Warning signs, unlike risk factors, are individual and signal an immediate risk. The first and most obvious warning sign, Singer says, is when people talk about killing themselves. If individuals say, “‘I don’t feel like this world is for me; I think people would be better off if I weren’t around,’ that’s a statement you should take seriously and follow up on, because it could be a statement that they are actively thinking about killing themselves.” Other signs include expressing a significant change in mood or significantly disrupted sleep. More subtle signs, Singer says, include a change in interests—a shift in what they find pleasurable.

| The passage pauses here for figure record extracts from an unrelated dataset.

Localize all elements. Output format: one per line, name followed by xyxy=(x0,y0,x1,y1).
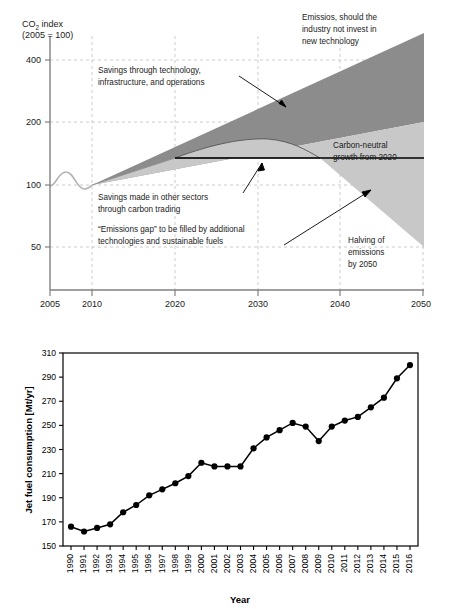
data-point xyxy=(185,473,191,479)
x-tick-label-2011: 2011 xyxy=(339,554,349,573)
y-tick-label-270: 270 xyxy=(42,396,57,406)
data-point xyxy=(198,460,204,466)
x-tick-label-1998: 1998 xyxy=(170,554,180,573)
jet-fuel-svg: 150170190210230250270290310 199019911992… xyxy=(0,330,451,609)
data-point xyxy=(146,492,152,498)
leader-line-technology-savings xyxy=(239,76,286,107)
y-tick-marks xyxy=(45,60,50,247)
data-point xyxy=(250,445,256,451)
data-point xyxy=(303,423,309,429)
leader-line-other-sectors xyxy=(243,163,265,193)
historical-emissions-curve xyxy=(50,172,92,189)
annotation-no-investment-line2: industry not invest in xyxy=(302,25,377,34)
annotation-emissions-gap-line2: technologies and sustainable fuels xyxy=(98,237,223,246)
data-point xyxy=(290,420,296,426)
y-tick-label-150: 150 xyxy=(42,541,57,551)
figure-page: CO2 index (2005 = 100) 400 200 100 50 20… xyxy=(0,0,451,609)
data-point xyxy=(159,486,165,492)
y-tick-label-100: 100 xyxy=(26,180,41,190)
x-tick-label-2040: 2040 xyxy=(330,299,350,309)
plot-frame xyxy=(63,353,418,546)
x-tick-label-2010: 2010 xyxy=(82,299,102,309)
x-tick-label-1994: 1994 xyxy=(117,554,127,573)
data-point xyxy=(237,463,243,469)
y-tick-label-210: 210 xyxy=(42,469,57,479)
data-point xyxy=(394,375,400,381)
jet-fuel-consumption-chart: 150170190210230250270290310 199019911992… xyxy=(0,330,451,609)
y-axis-title-line1: CO2 index xyxy=(22,19,64,31)
x-tick-label-1991: 1991 xyxy=(78,554,88,573)
data-point xyxy=(211,463,217,469)
data-point xyxy=(81,528,87,534)
annotation-technology-savings-line1: Savings through technology, xyxy=(98,66,201,75)
data-point xyxy=(407,362,413,368)
data-point xyxy=(368,404,374,410)
y-tick-label-230: 230 xyxy=(42,445,57,455)
x-tick-label-1990: 1990 xyxy=(65,554,75,573)
y-tick-label-200: 200 xyxy=(26,117,41,127)
data-point xyxy=(133,502,139,508)
x-axis-title-bottom: Year xyxy=(230,594,250,605)
data-point xyxy=(224,463,230,469)
x-tick-label-2008: 2008 xyxy=(300,554,310,573)
x-tick-label-2005: 2005 xyxy=(261,554,271,573)
x-tick-label-2005: 2005 xyxy=(40,299,60,309)
y-tick-label-250: 250 xyxy=(42,420,57,430)
data-point xyxy=(342,417,348,423)
data-point xyxy=(381,395,387,401)
data-point xyxy=(355,414,361,420)
annotation-halving-line3: by 2050 xyxy=(348,260,378,269)
x-tick-label-1993: 1993 xyxy=(104,554,114,573)
annotation-other-sectors-line1: Savings made in other sectors xyxy=(98,193,208,202)
y-tick-label-310: 310 xyxy=(42,348,57,358)
y-tick-label-400: 400 xyxy=(26,55,41,65)
x-tick-label-1996: 1996 xyxy=(143,554,153,573)
annotation-halving-line1: Halving of xyxy=(348,236,385,245)
x-tick-label-2050: 2050 xyxy=(411,299,431,309)
annotation-carbon-neutral-line2: growth from 2020 xyxy=(333,153,397,162)
y-axis-title-line2: (2005 = 100) xyxy=(22,30,73,40)
data-markers xyxy=(68,362,413,535)
data-point xyxy=(120,509,126,515)
x-tick-label-2002: 2002 xyxy=(222,554,232,573)
data-point xyxy=(316,438,322,444)
x-tick-label-2020: 2020 xyxy=(165,299,185,309)
x-tick-label-2009: 2009 xyxy=(313,554,323,573)
x-tick-label-2006: 2006 xyxy=(274,554,284,573)
x-tick-label-2012: 2012 xyxy=(352,554,362,573)
data-point xyxy=(329,423,335,429)
x-tick-marks xyxy=(50,290,423,296)
annotation-emissions-gap-line1: “Emissions gap” to be filled by addition… xyxy=(98,225,245,234)
x-axis-labels-bottom: 1990199119921993199419951996199719981999… xyxy=(65,554,414,573)
x-tick-label-2000: 2000 xyxy=(196,554,206,573)
co2-index-svg: CO2 index (2005 = 100) 400 200 100 50 20… xyxy=(0,0,451,330)
x-tick-label-2016: 2016 xyxy=(404,554,414,573)
data-point xyxy=(94,525,100,531)
annotation-carbon-neutral-line1: Carbon-neutral xyxy=(333,141,388,150)
x-tick-label-1992: 1992 xyxy=(91,554,101,573)
data-line xyxy=(71,365,410,531)
x-tick-label-1997: 1997 xyxy=(157,554,167,573)
x-tick-label-2030: 2030 xyxy=(248,299,268,309)
annotation-no-investment-line3: new technology xyxy=(302,37,360,46)
x-tick-label-2003: 2003 xyxy=(235,554,245,573)
annotation-no-investment-line1: Emissios, should the xyxy=(302,13,378,22)
data-point xyxy=(68,524,74,530)
annotation-halving-line2: emissions xyxy=(348,248,384,257)
data-point xyxy=(172,480,178,486)
annotation-other-sectors-line2: through carbon trading xyxy=(98,205,181,214)
x-tick-label-1995: 1995 xyxy=(130,554,140,573)
x-tick-label-1999: 1999 xyxy=(183,554,193,573)
y-tick-label-190: 190 xyxy=(42,493,57,503)
y-tick-label-50: 50 xyxy=(31,242,41,252)
annotation-technology-savings-line2: infrastructure, and operations xyxy=(98,78,205,87)
y-axis-ticks-bottom: 150170190210230250270290310 xyxy=(42,348,63,551)
y-tick-label-290: 290 xyxy=(42,372,57,382)
co2-index-chart: CO2 index (2005 = 100) 400 200 100 50 20… xyxy=(0,0,451,330)
y-axis-title-bottom: Jet fuel consumption [Mt/yr] xyxy=(23,386,34,513)
x-tick-label-2004: 2004 xyxy=(248,554,258,573)
x-tick-label-2013: 2013 xyxy=(365,554,375,573)
data-point xyxy=(107,521,113,527)
x-tick-label-2001: 2001 xyxy=(209,554,219,573)
data-point xyxy=(263,434,269,440)
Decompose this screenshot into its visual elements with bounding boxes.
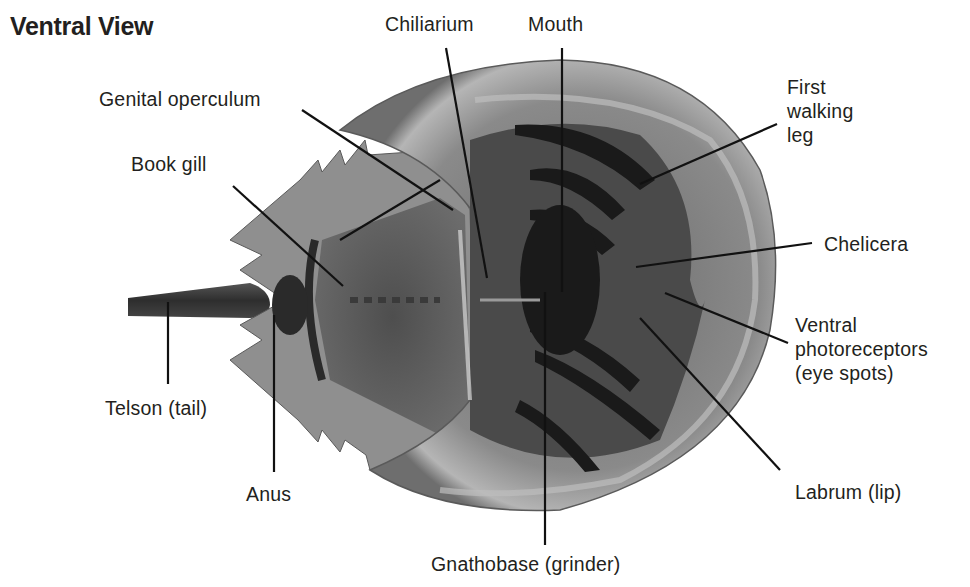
label-ventral-photoreceptors: Ventral photoreceptors (eye spots) [795, 313, 928, 385]
label-anus: Anus [246, 482, 291, 506]
label-chelicera: Chelicera [824, 232, 908, 256]
label-first-walking-leg-line1: First [787, 75, 853, 99]
label-first-walking-leg-line3: leg [787, 123, 853, 147]
label-ventral-photoreceptors-line1: Ventral [795, 313, 928, 337]
label-mouth: Mouth [528, 12, 583, 36]
diagram-title: Ventral View [10, 12, 153, 41]
label-chiliarium: Chiliarium [385, 12, 474, 36]
label-telson: Telson (tail) [105, 396, 207, 420]
label-ventral-photoreceptors-line2: photoreceptors [795, 337, 928, 361]
label-genital-operculum: Genital operculum [99, 87, 261, 111]
label-first-walking-leg-line2: walking [787, 99, 853, 123]
label-first-walking-leg: First walking leg [787, 75, 853, 147]
label-ventral-photoreceptors-line3: (eye spots) [795, 361, 928, 385]
label-gnathobase: Gnathobase (grinder) [431, 552, 620, 576]
label-labrum: Labrum (lip) [795, 480, 901, 504]
label-book-gill: Book gill [131, 152, 207, 176]
telson-shape [128, 283, 270, 318]
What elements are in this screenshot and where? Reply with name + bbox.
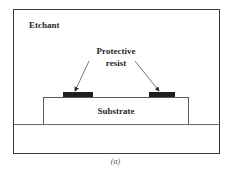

In addition to being alert to risk factors and warning signs, it’s also necessary to be able to help clients build and expand protective factors such as social connectivity, therapeutic alliances, coping and problem-solving skills, and appropriate clinical care for physical and mental health issues and substance use disorders.
You Already Know More Than You Think
It’s not enough for social workers to be prepared to recognize warning signs and refer clients to others they think can be more helpful because, sometimes they are the resource that receives the referral. And while it’s crucial to become educated, it also may be helpful for those starting on their learning journeys to be reminded that they already have skills that can make a difference.
Social workers are in diverse fields, but at the bottom line we’re dealing with people. The desperation that leads to suicidal feelings is something everyone feels at one point or another, and it’s important to be able to respond effectively rather than feel it’s somebody else’s job if you’re not adequately trained. Get trained so you can at least ask the basic questions, diffuse the intensity, and be able to say to someone genuinely, ‘Let’s see what I can do. I may not be the person that can help you, but we’ll work together to find someone who can.’
Social workers all learn to rely on joining words: together, we, us, let’s. People who are suicidal feel isolated and alone, believing no one wants or understands them, no one wants to talk to them. Using these joining words is one of the simple techniques that begins to alleviate some of the stress. It doesn’t fix the whole thing, but there’s an opening of a door, and if you feel like that’s the best you can do, that’s okay.
What social workers need most is an understanding that suicide is not usually about wanting to die, but it’s rather a solution to a problem they can’t solve in any other way. It’s a crisis, and social workers are trained to work with crises. Caregivers need to be more open to the hints that people are dropping and talk to them about it, ask them to tell you more. And you don’t need advanced clinical skills to do this. You just have to be willing to walk with them, to sit with them in their pain, and help them out of the hard place they’re in.